• Fundamentals

SWAP Network

A pattern of SWAP gate insertions used to route quantum information between non-adjacent qubits on hardware with limited physical connectivity.

A SWAP network is a sequence of SWAP gates inserted into a quantum circuit to move qubit states between physically non-adjacent locations on a quantum processor. Most quantum hardware has limited connectivity: each physical qubit can interact directly with only a few neighbors. When an algorithm requires a two-qubit gate between qubits that are not physically adjacent, the compiler must insert SWAP gates to bring the relevant quantum states next to each other. The collection of these routing operations forms a SWAP network, and minimizing its size is a central challenge in quantum circuit transpilation.

The SWAP gate

The SWAP gate exchanges the states of two qubits:

SWAP=(1000001001000001)\text{SWAP} = \begin{pmatrix} 1 & 0 & 0 & 0 \\ 0 & 0 & 1 & 0 \\ 0 & 1 & 0 & 0 \\ 0 & 0 & 0 & 1 \end{pmatrix}

It maps 0110|01\rangle \to |10\rangle and 1001|10\rangle \to |01\rangle, leaving 00|00\rangle and 11|11\rangle unchanged. Each SWAP gate decomposes into three CNOT gates:

q0: ──●──X──●──
      │  │  │
q1: ──X──●──X──

This decomposition means every SWAP costs 3 CNOTs, which on most hardware is the dominant source of noise. If a hardware platform uses a different native gate set (e.g., the CZ gate or iSWAP gate), the decomposition changes but the cost remains roughly equivalent: 3 two-qubit native gates per SWAP.

Why SWAP networks are necessary

Consider IBM’s heavy-hex topology, where each qubit connects to at most 3 neighbors. If a circuit requires a CNOT between qubit 0 and qubit 15, and these qubits are separated by 5 edges on the connectivity graph, at least 5 SWAP operations (15 CNOTs) may be needed just to bring the two states adjacent. This routing overhead can dominate the total circuit cost.

Different hardware topologies create different routing challenges:

  • Linear chain: Qubits in a line. Worst case: O(n)O(n) SWAPs to connect the two ends of an nn-qubit chain.
  • Grid (square lattice): Qubits on a 2D grid. Worst case: O(n)O(\sqrt{n}) SWAPs for an nn-qubit grid.
  • Heavy-hex (IBM): A modified hexagonal lattice. Moderate connectivity, requiring nontrivial routing.
  • All-to-all (trapped ions): Any qubit can interact with any other directly. No SWAPs needed, which is a significant advantage of trapped-ion platforms.

Routing algorithms

The problem of minimizing SWAP insertions is NP-hard in general, so practical transpilers use heuristic algorithms:

  • SABRE (SWAP-based Bidirectional heuristic search): The default routing algorithm in Qiskit. It alternates between forward and reverse passes through the circuit, greedily inserting SWAPs to reduce the distance between qubits that need to interact.

  • Noise-aware routing: Some transpilers account for the fact that different physical connections have different error rates, routing through higher-fidelity links even if the path is longer in terms of SWAP count.

  • Initial layout optimization: Choosing which logical qubit maps to which physical qubit at the start of the circuit can dramatically affect the total SWAP count. Good initial layouts reduce routing overhead.

Impact on circuit depth and fidelity

SWAP insertion has two costs:

  1. Depth overhead: Each SWAP adds 3 layers of two-qubit gates to the circuit depth, increasing the total execution time and the window for decoherence.

  2. Fidelity overhead: Each additional two-qubit gate introduces errors. If two-qubit gate fidelity is 99.5%99.5\%, five SWAP operations (15 CNOTs) reduce the fidelity of that portion of the circuit to approximately (0.995)1592.7%(0.995)^{15} \approx 92.7\%.

For NISQ algorithms, SWAP overhead often determines whether a circuit can run successfully. This is why qubit connectivity is such an important hardware specification, and why trapped-ion processors with all-to-all connectivity can sometimes outperform superconducting processors with more qubits but limited connectivity.

Why it matters for learners

SWAP networks bridge the gap between abstract quantum algorithms (where any two qubits can interact freely) and real hardware (where connectivity is constrained). Understanding SWAP routing helps explain why transpilation matters, why hardware topology affects algorithm performance, and why “more qubits” does not automatically mean “more capability.” When evaluating quantum hardware, the connectivity graph is as important as the qubit count or gate fidelity.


Problem statement: Pictures appear in the records below; write out everything else exactly.
=-=-=-=-=
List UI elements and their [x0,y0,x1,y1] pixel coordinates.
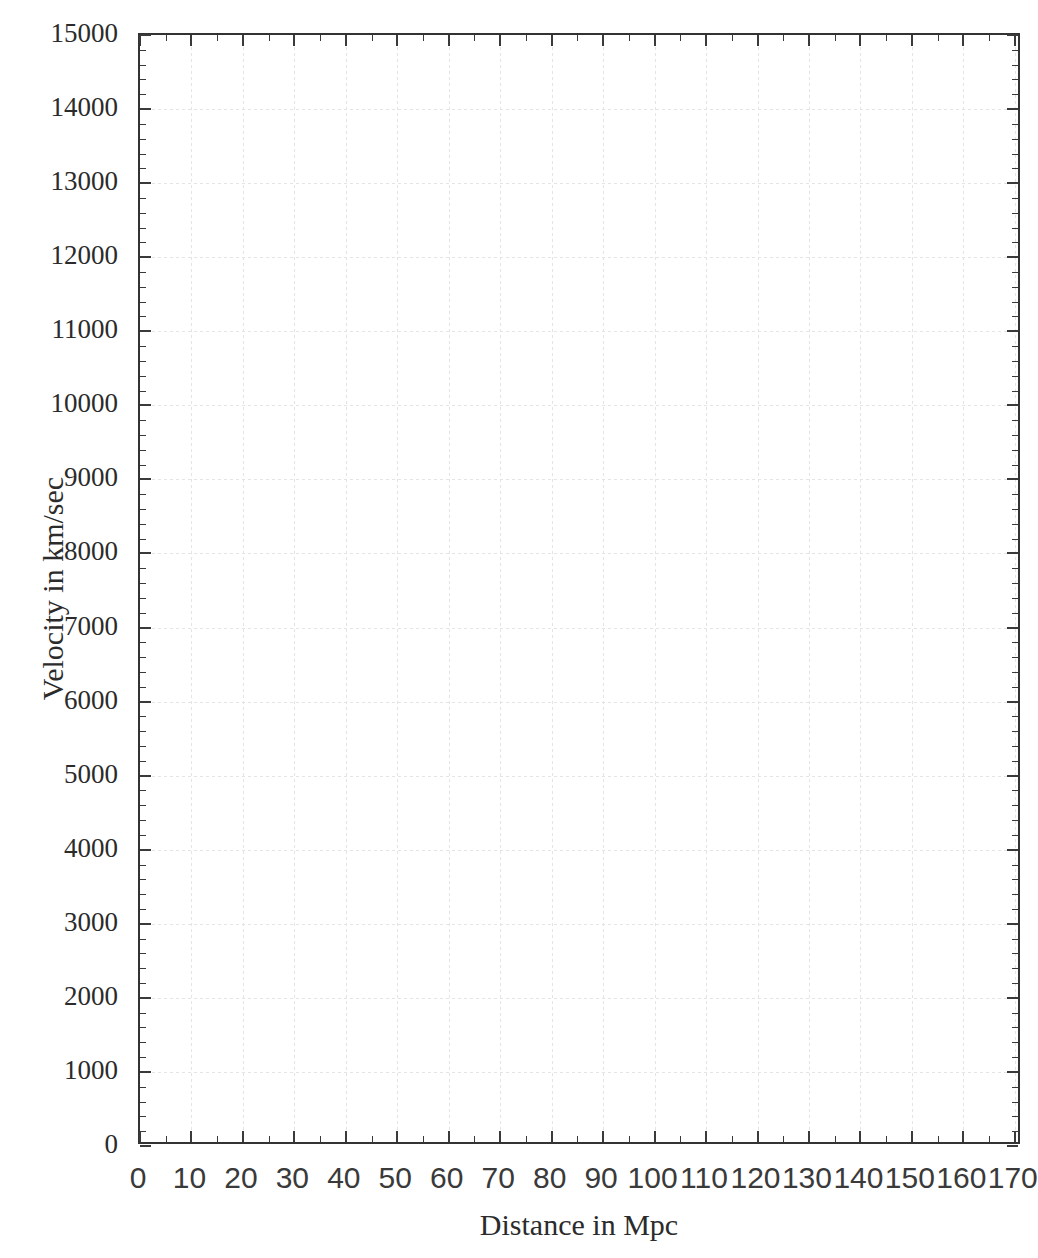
chart-page: 0100020003000400050006000700080009000100… [0,0,1038,1258]
x-tick-label: 160 [936,1163,986,1193]
y-axis-title: Velocity in km/sec [38,33,78,1144]
x-tick-label: 50 [379,1163,412,1193]
x-axis-tick-labels: 0102030405060708090100110120130140150160… [0,0,1038,1258]
x-tick-label: 70 [482,1163,515,1193]
x-tick-label: 110 [680,1163,728,1193]
x-tick-label: 90 [584,1163,617,1193]
x-tick-label: 60 [430,1163,463,1193]
x-tick-label: 130 [782,1163,832,1193]
x-axis-title: Distance in Mpc [138,1210,1020,1240]
x-tick-label: 140 [833,1163,883,1193]
x-tick-label: 100 [628,1163,678,1193]
x-tick-label: 120 [730,1163,780,1193]
x-tick-label: 30 [276,1163,309,1193]
x-tick-label: 20 [224,1163,257,1193]
x-tick-label: 10 [173,1163,206,1193]
x-tick-label: 0 [130,1163,147,1193]
x-tick-label: 40 [327,1163,360,1193]
x-tick-label: 80 [533,1163,566,1193]
x-tick-label: 150 [885,1163,935,1193]
x-tick-label: 170 [988,1163,1038,1193]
=-=-=-=-=
Task answer:
List UI elements and their [x0,y0,x1,y1] pixel coordinates.
chart-page: 0100020003000400050006000700080009000100… [0,0,1038,1258]
x-tick-label: 160 [936,1163,986,1193]
y-axis-title: Velocity in km/sec [38,33,78,1144]
x-tick-label: 50 [379,1163,412,1193]
x-axis-tick-labels: 0102030405060708090100110120130140150160… [0,0,1038,1258]
x-tick-label: 70 [482,1163,515,1193]
x-tick-label: 110 [680,1163,728,1193]
x-tick-label: 90 [584,1163,617,1193]
x-tick-label: 60 [430,1163,463,1193]
x-tick-label: 130 [782,1163,832,1193]
x-axis-title: Distance in Mpc [138,1210,1020,1240]
x-tick-label: 140 [833,1163,883,1193]
x-tick-label: 100 [628,1163,678,1193]
x-tick-label: 120 [730,1163,780,1193]
x-tick-label: 30 [276,1163,309,1193]
x-tick-label: 20 [224,1163,257,1193]
x-tick-label: 10 [173,1163,206,1193]
x-tick-label: 0 [130,1163,147,1193]
x-tick-label: 40 [327,1163,360,1193]
x-tick-label: 80 [533,1163,566,1193]
x-tick-label: 150 [885,1163,935,1193]
x-tick-label: 170 [988,1163,1038,1193]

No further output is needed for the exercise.